Mini peppers delight Prime Time
Mini peppers delight Prime Time
Consumers just don’t seem to be able to buy enough of the bagged mini peppers that have skyrocketed in popularity over the last year or two.
“We can’t seem to find the ceiling (on production),” quipped Mike Aiton, marketing manager for Coachella, CA-based Prime Time International. “We continue to expand production. In fact, we are going to at least double what we did last year and demand is still very good.”
When the mini pepper was first introduced, marketers assumed it was a bit of a specialty item. It was sold in 12-ounce clamshells, assuming that the consumer would use it somewhat sparingly. The 12-ounce clamshell has now been replaced with one and two-pound bags and Mr. Aiton said the two-pound bag is the big mover.
Of course, the colored pepper category, consisting of all shape and sizes, is a great success story and has fueled Prime Time’s growth for the past 15 years. Mr. Aiton said the standard size colored pepper in green, red, yellow and orange are still the firm’s signature commodity. Prime Time produces these peppers 365 days a year from various growing regions ranging from its headquarters in the Coachella Valley to several Mexico locations. The company continues to experiment with other colors — including purple, white and brown — but the other four are the standard bearers for that category, and are a must have for virtually every retailer in the country.
Coachella Valley produces the bulk of the firm’s annual production but it just gets too hot in the desert environment at the peak of the summer. From July through September, production moves elsewhere. For the immediate future — the December to April time period — both Baja California and mainland Mexico offer growing districts to compliment the firm’s California desert production.
Mr. Aiton believes that the winter holiday season, as well as the following few months, will see great supplies of peppers. “There should be promotable supplies for that entire time period,” he said.
He said the scuttlebutt in Mexico is that the uncertainty surrounding the talks about the tomato suspension agreement between the United States and Mexico caused some below the border growers to look for other opportunities. “We hear that some growers might have cut back their tomato acreage and increased their plantings of peppers,” he said. “There should be plenty of peppers this winter.”
While Mexico does consume a lot of peppers of all varieties, the commercial colored peppers grown in greenhouses, shade houses, under mesh and in open fields are almost exclusively grown for the U.S. and Canadian markets.
Mr. Aiton said researchers continue to improve and upgrade the varieties grown but the changes are subtle and not particularly noticeable to the untrained eye.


Output the entries below exactly as written, omitting pictures.

※

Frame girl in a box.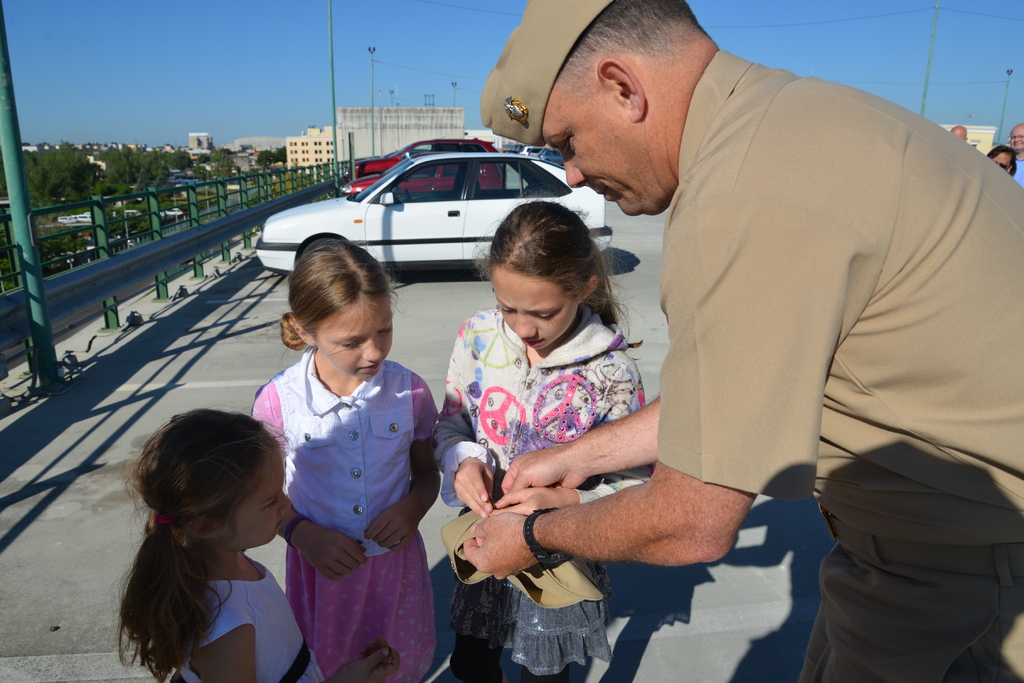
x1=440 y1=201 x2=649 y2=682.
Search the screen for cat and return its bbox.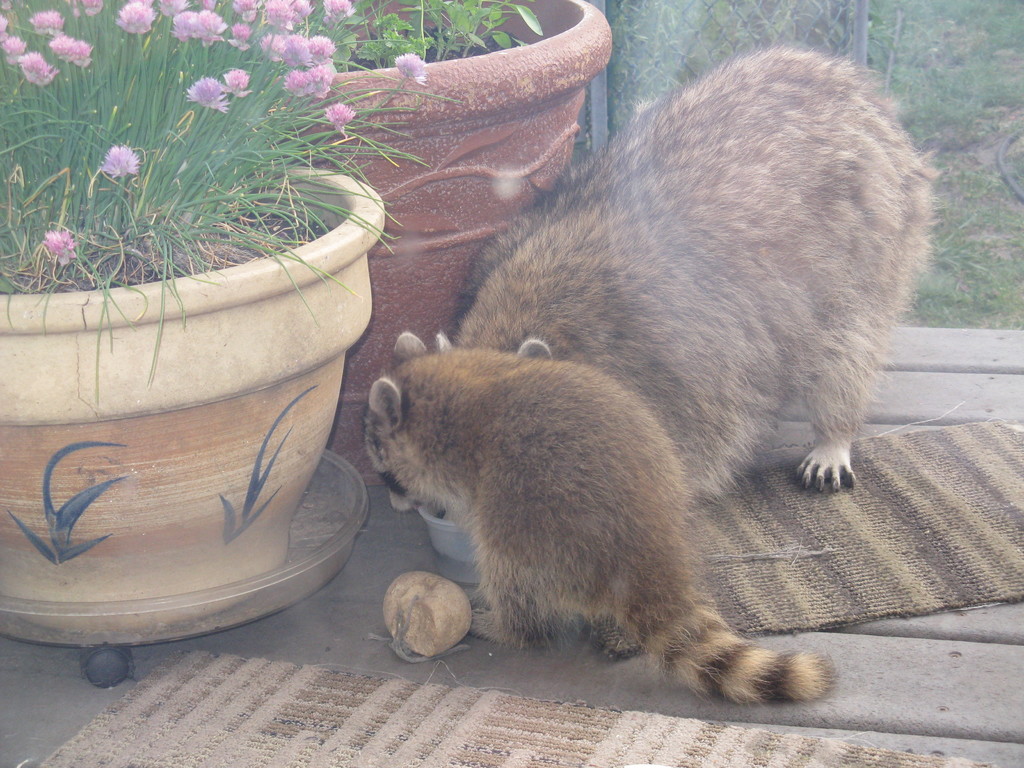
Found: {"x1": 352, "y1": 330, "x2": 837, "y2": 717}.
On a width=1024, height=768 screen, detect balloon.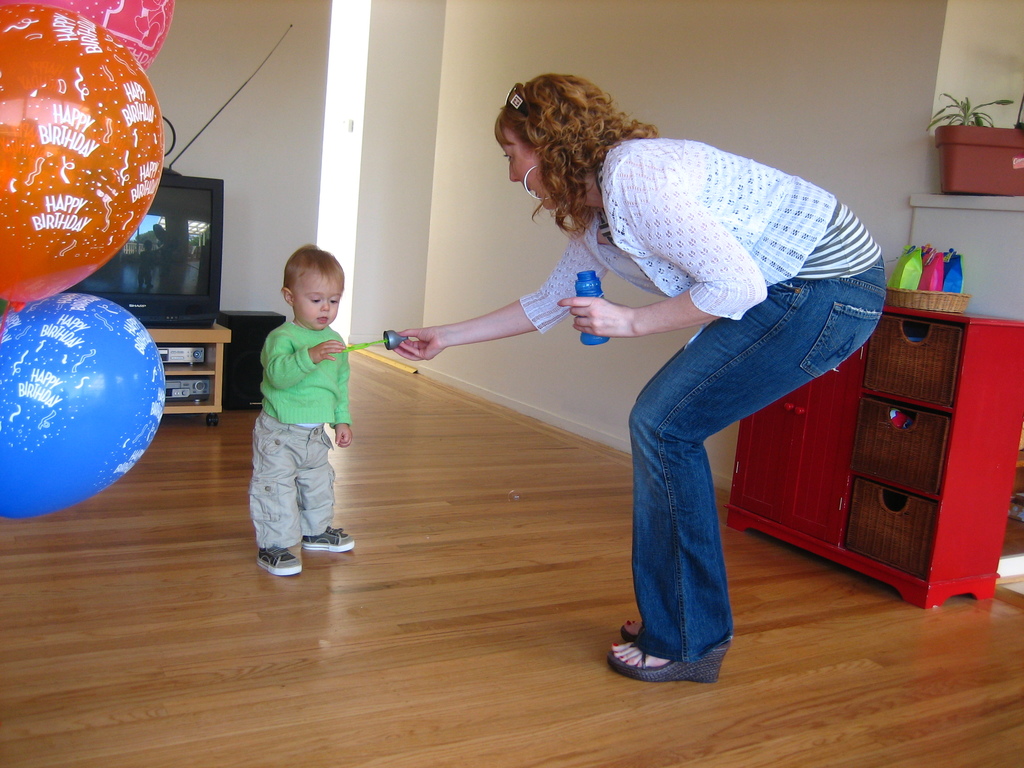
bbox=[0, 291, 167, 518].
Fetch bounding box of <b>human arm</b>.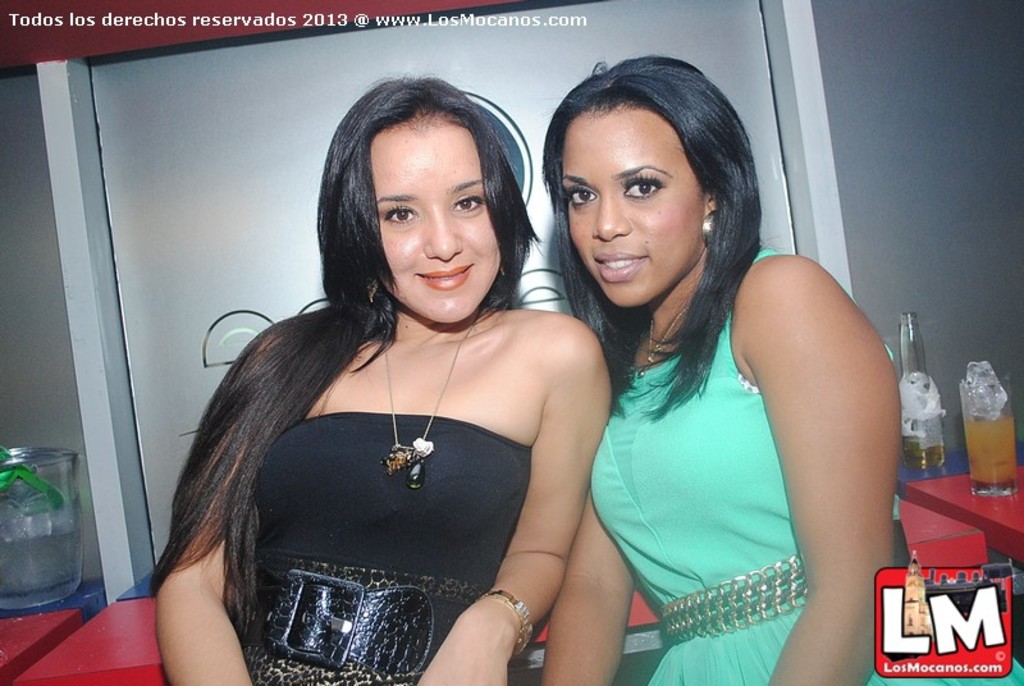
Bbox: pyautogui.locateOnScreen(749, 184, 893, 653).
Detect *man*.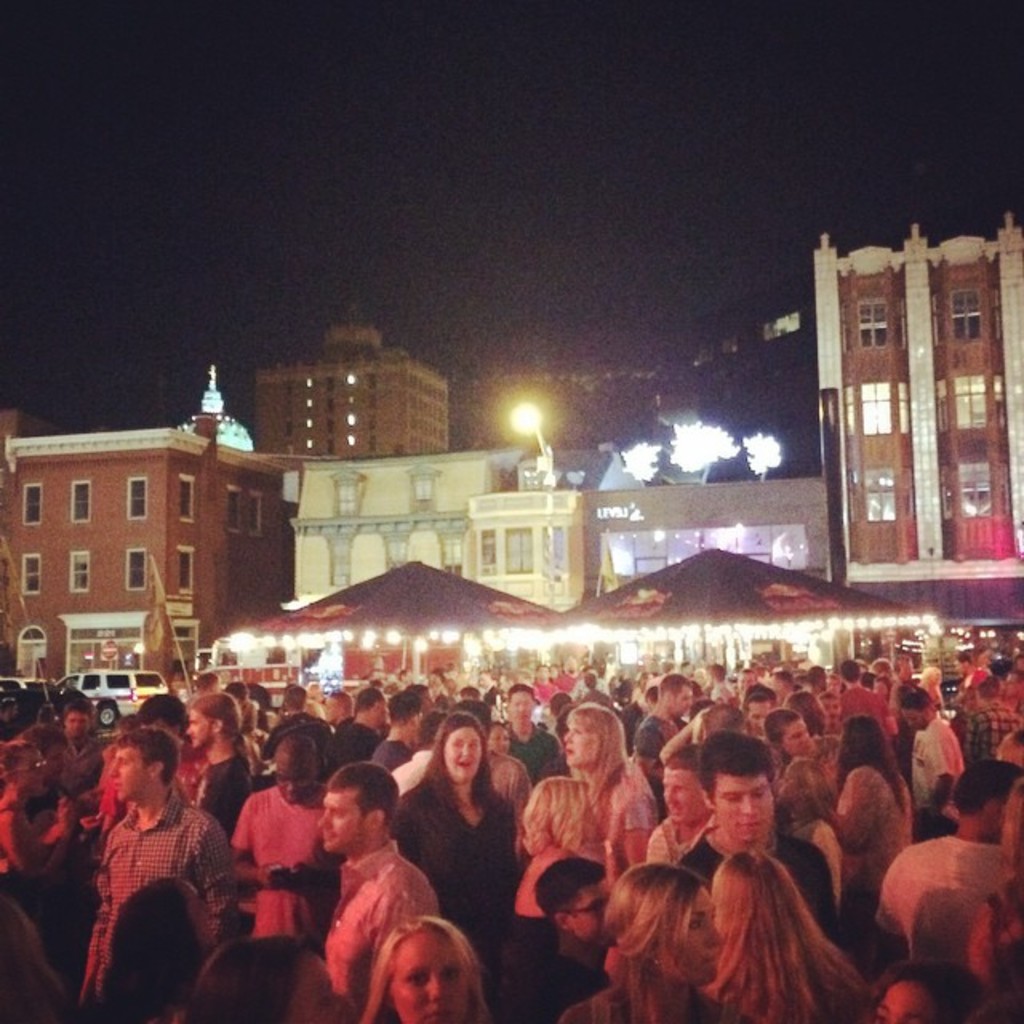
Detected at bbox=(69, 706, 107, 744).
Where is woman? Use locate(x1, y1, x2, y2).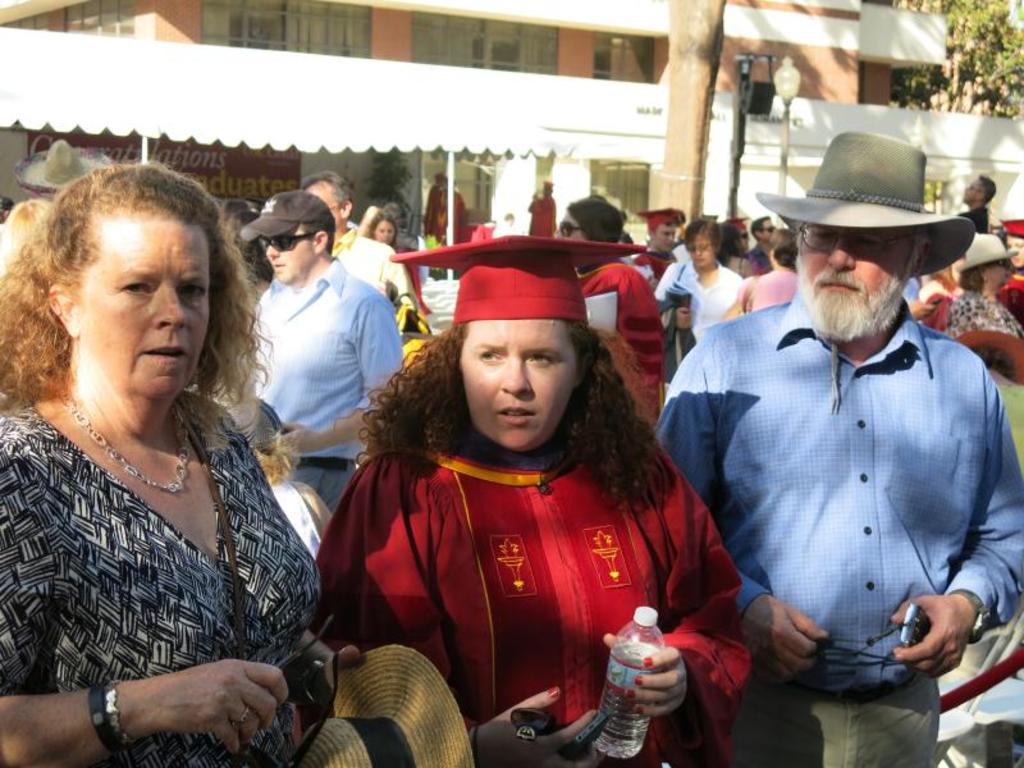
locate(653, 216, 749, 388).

※

### ANSWER FOR THIS EXERCISE
Frame girl in a box.
x1=440 y1=201 x2=649 y2=682.
Search the screen for cat and return its bbox.
Found: {"x1": 352, "y1": 330, "x2": 837, "y2": 717}.
On a width=1024, height=768 screen, detect balloon.
bbox=[0, 291, 167, 518].
Fetch bounding box of <b>human arm</b>.
Bbox: pyautogui.locateOnScreen(749, 184, 893, 653).
Detect *man*.
Detected at bbox=(69, 706, 107, 744).
Where is woman? Use locate(x1, y1, x2, y2).
locate(653, 216, 749, 388).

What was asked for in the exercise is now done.